If you been around the Sun enough times to reach middle age, you may well remember the Gemini space program. Following the one-man missions of the Mercury program, and before the three-man missions to the moon in the Apollo program, there was the Gemini program, launching two astronauts into orbit to test rendezvous and other vital components needed for a moon landing. But did you ever wonder why they named the program Gemini? 

The answer is in the Southern Colorado and Northern New Mexico evening sky right now.

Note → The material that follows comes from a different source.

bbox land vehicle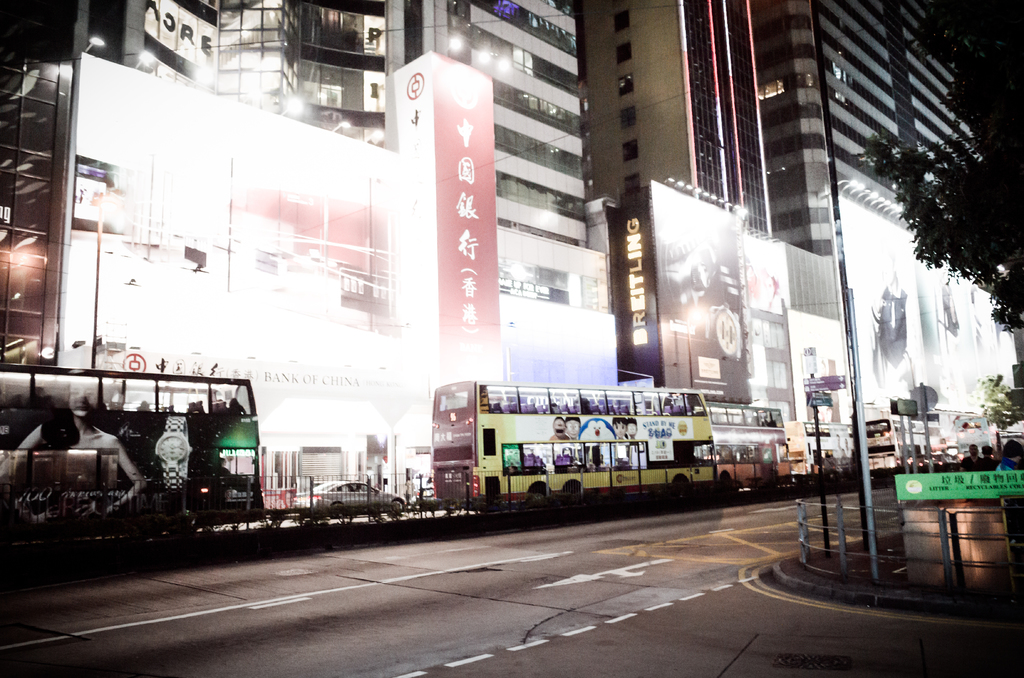
rect(869, 416, 941, 469)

The constellation Gemini soars in the Northeast sky this time of year. It is made up of two figures, the twins. And since the Gemini spacecraft carried two astronauts, NASA decided to name those flights after that constellation.

The two brightest stars in Gemini, Castor and Pollux, represent the heads of each stick figure twin, and are two of the brighter stars in the sky. They are named after twin brothers in Greek mythology. But if they are twins, they are certainly not identical.

Pollux is an orange giant star that has used up nearly all its hydrogen fuel. Very soon, astronomically speaking, which could mean a few millennia or so, Pollux will blastoff an outer shell of material and turn into a lovely nebula of expanding gas.

Castor, on the other hand, will do no such thing. That’s because Castor isn’t a star. When you see the single point of light we call Castor, you’re actually seeing the combined light of six stars, all tied to each other by gravity. It’s actually three sets of binary stars, all rotating around each other, in a complicated dance controlled by gravity. Pollux translates as “very sweet,” so you can see how it could be a person’s name, but Castor translates at “beaver,” so we’re not real sure how a rodent ended up in our skies.

If you’d like to take a closer look at Castor, Pollux, or any of the other wonderful and amazing things in the sky, please visit KRCC.org or CSASTRO.org for a link to information on our monthly meetings and our free public star parties! 

This is Hal Bidlack for the Colorado Springs Astronomical Society, telling you to keep looking up, Southern Colorado!